Offering regional and national programs, CIO (and CSO) events bring together some of the most respected names and thought leaders in information technology and security. Presented by CIOs and other senior level executives, these invitation-only programs offer timely topics and strong networking. Learn More »
Public Council Teleconference: Application Rationalization — Hidden Costs and Smart Decisions
November 17 at 11:00 am US/Eastern (GMT-5)
Join Honorio Padrón, of The Hackett Group, who will share the drivers for companies to tackle application rationalization and the results of research that define the hidden cost of complexity. Additionally, we will discuss key decision milestones—to start or not, holding the course steady and fulfilling expectations.
Virtual Desktop Cost-Benefit Analysis — Michael Jacobs, Catlin Group
The analysis contained in this presentation measures the cost of everything from the machines and licenses to the infrastructure for virtual vs. traditional desktop environments.
Honor your best senior team members - Apply for the CIO Ones to Watch Award
Get well-earned public recognition for your top up-and-coming team members, your IT organization and your enterprise. Award winners will be announced, publicized and feted in May 2010, great timing to help attract new IT recruits to your company.
Learn more about the CIO Executive Council »June 27, 2008 — CIO —
Every big-time CIO knows you can't rise to the top without reliable people around you. And the smartest CIOs build a battle-tested posse to bring along from company to company, city to city.
And why not? A turnaround CIO wants a trusted operations expert with him when he lands at a troubled company, to help scope problems and not stab him in the back. A strategic CIO wants a grade-A communicator to help script messages and convey ideas to perhaps reluctant employees or nontechnical executives. What CIO wouldn't want to take along a project leader who has expertly planned and managed global software rollouts?
Glen Salow, executive vice president of service delivery and technology at Ameriprise Financial, a $10 billion financial planning firm spun out of American Express, keeps tabs on 25 to 30 people he's worked with over the past several years. He brings them into his inner circle whenever he can. Today the entourage includes two communications pros and an intellectual property attorney. One of those communicators is Kathie Wilson, a change-management specialist; they've worked together 11 years, beginning at American Express. Among other tasks, Wilson monitors how her boss' technology changes are received by Ameriprise advisors and staff and helps position his communications to address those concerns.
"What gets you is not what you worry about, but the things you don't know you need to worry about," Salow says. "The way to deal with that is to surround yourself with diverse perspectives." Most CIOs, he says, "keep a list of a dream team and you reach out to them often." Salow himself was recruited to Ameriprise by chairman and CEO James Cracchiolo after the two worked together at American Express. Salow is among the highest-paid technology executives at a public company; according to SEC documents, he earned more than $7 million in 2007. (See "Million Dollar CIOs.")
CEOs, of course, have recruited favorite managers to new gigs for a long time. CIOs with peeps, though, signal that technology executives know they have every bit as much on the line as a CEO, says Chris Patrick, partner at executive recruiting firm Egon Zehnder International and global leader of its CIO practice group. When superstar CIOs manage thousands of people and billions of dollars, Patrick says, "mistakes can move the company's stock price in the wrong direction. You have to have trusted lieutenants."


■ PROBLEM DETAILS
What follows is a set of records; repeat all of them exactly.

■ Records contained in a dataset
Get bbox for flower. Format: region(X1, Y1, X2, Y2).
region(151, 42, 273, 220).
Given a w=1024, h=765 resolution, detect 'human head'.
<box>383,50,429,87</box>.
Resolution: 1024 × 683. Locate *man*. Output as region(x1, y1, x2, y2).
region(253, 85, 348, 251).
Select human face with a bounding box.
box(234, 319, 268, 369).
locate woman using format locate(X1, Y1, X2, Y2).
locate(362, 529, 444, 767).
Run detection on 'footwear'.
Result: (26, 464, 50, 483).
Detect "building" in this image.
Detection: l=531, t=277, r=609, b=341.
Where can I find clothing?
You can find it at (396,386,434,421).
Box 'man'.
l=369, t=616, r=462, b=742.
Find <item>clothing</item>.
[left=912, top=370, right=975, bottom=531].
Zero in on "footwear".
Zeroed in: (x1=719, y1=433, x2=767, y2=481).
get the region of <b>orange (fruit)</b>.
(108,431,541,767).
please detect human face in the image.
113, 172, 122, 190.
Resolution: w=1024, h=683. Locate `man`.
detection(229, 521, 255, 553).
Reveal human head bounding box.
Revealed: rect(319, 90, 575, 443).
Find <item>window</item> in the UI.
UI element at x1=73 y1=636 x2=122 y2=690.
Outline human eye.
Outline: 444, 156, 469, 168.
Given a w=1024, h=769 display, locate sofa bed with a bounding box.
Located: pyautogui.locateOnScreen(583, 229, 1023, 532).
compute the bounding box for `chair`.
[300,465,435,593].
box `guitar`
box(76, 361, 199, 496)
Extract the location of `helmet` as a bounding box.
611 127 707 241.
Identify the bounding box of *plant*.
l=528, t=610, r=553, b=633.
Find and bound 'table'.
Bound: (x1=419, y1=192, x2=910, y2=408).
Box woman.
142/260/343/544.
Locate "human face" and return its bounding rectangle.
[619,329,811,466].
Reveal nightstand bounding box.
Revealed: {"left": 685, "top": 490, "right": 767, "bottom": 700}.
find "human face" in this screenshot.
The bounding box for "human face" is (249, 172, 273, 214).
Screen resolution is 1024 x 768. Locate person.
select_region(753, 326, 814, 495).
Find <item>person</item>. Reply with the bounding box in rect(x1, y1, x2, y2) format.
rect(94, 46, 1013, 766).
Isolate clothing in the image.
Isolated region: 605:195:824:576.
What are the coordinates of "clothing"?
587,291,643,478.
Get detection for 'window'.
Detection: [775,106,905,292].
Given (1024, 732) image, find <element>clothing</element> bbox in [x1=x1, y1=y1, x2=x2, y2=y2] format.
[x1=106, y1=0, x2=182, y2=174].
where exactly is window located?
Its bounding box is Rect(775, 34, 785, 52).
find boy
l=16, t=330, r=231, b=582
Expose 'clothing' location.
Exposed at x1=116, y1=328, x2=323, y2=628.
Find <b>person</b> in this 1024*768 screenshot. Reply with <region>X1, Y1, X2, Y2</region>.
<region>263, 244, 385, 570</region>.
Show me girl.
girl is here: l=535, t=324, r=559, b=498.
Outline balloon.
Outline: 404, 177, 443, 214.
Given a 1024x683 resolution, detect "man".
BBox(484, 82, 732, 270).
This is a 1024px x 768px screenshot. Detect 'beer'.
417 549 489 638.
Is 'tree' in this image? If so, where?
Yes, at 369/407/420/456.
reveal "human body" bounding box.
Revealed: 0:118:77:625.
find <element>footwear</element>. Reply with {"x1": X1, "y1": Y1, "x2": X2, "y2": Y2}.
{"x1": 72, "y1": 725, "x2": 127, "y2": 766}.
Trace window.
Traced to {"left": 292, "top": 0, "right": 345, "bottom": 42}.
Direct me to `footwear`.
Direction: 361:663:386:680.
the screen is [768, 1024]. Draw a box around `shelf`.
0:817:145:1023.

■ EXERCISE RESPONSE
Get bbox for flower. Format: region(X1, Y1, X2, Y2).
region(151, 42, 273, 220).
Given a w=1024, h=765 resolution, detect 'human head'.
<box>383,50,429,87</box>.
Resolution: 1024 × 683. Locate *man*. Output as region(x1, y1, x2, y2).
region(253, 85, 348, 251).
Select human face with a bounding box.
box(234, 319, 268, 369).
locate woman using format locate(X1, Y1, X2, Y2).
locate(362, 529, 444, 767).
Run detection on 'footwear'.
Result: (26, 464, 50, 483).
Detect "building" in this image.
Detection: l=531, t=277, r=609, b=341.
Where can I find clothing?
You can find it at (396,386,434,421).
Box 'man'.
l=369, t=616, r=462, b=742.
Find <item>clothing</item>.
[left=912, top=370, right=975, bottom=531].
Zero in on "footwear".
Zeroed in: (x1=719, y1=433, x2=767, y2=481).
get the region of <b>orange (fruit)</b>.
(108,431,541,767).
please detect human face in the image.
113, 172, 122, 190.
Resolution: w=1024, h=683. Locate `man`.
detection(229, 521, 255, 553).
Reveal human head bounding box.
Revealed: rect(319, 90, 575, 443).
Find <item>window</item> in the UI.
UI element at x1=73 y1=636 x2=122 y2=690.
Outline human eye.
Outline: 444, 156, 469, 168.
Given a w=1024, h=769 display, locate sofa bed with a bounding box.
Located: pyautogui.locateOnScreen(583, 229, 1023, 532).
compute the bounding box for `chair`.
[300,465,435,593].
box `guitar`
box(76, 361, 199, 496)
Extract the location of `helmet` as a bounding box.
611 127 707 241.
Identify the bounding box of *plant*.
l=528, t=610, r=553, b=633.
Find and bound 'table'.
Bound: (x1=419, y1=192, x2=910, y2=408).
Box woman.
142/260/343/544.
Locate "human face" and return its bounding rectangle.
[619,329,811,466].
Reveal nightstand bounding box.
Revealed: {"left": 685, "top": 490, "right": 767, "bottom": 700}.
find "human face" in this screenshot.
The bounding box for "human face" is (249, 172, 273, 214).
Screen resolution is 1024 x 768. Locate person.
select_region(753, 326, 814, 495).
Find <item>person</item>. Reply with the bounding box in rect(x1, y1, x2, y2) format.
rect(94, 46, 1013, 766).
Isolate clothing in the image.
Isolated region: 605:195:824:576.
What are the coordinates of "clothing"?
587,291,643,478.
Get detection for 'window'.
Detection: [775,106,905,292].
Given (1024, 732) image, find <element>clothing</element> bbox in [x1=x1, y1=y1, x2=x2, y2=y2] format.
[x1=106, y1=0, x2=182, y2=174].
where exactly is window located?
Its bounding box is Rect(775, 34, 785, 52).
find boy
l=16, t=330, r=231, b=582
Expose 'clothing' location.
Exposed at x1=116, y1=328, x2=323, y2=628.
Find <b>person</b> in this 1024*768 screenshot. Reply with <region>X1, Y1, X2, Y2</region>.
<region>263, 244, 385, 570</region>.
Show me girl.
girl is here: l=535, t=324, r=559, b=498.
Outline balloon.
Outline: 404, 177, 443, 214.
Given a 1024x683 resolution, detect "man".
BBox(484, 82, 732, 270).
This is a 1024px x 768px screenshot. Detect 'beer'.
417 549 489 638.
Is 'tree' in this image? If so, where?
Yes, at 369/407/420/456.
reveal "human body" bounding box.
Revealed: 0:118:77:625.
find <element>footwear</element>. Reply with {"x1": X1, "y1": Y1, "x2": X2, "y2": Y2}.
{"x1": 72, "y1": 725, "x2": 127, "y2": 766}.
Trace window.
Traced to {"left": 292, "top": 0, "right": 345, "bottom": 42}.
Direct me to `footwear`.
Direction: 361:663:386:680.
the screen is [768, 1024]. Draw a box around `shelf`.
0:817:145:1023.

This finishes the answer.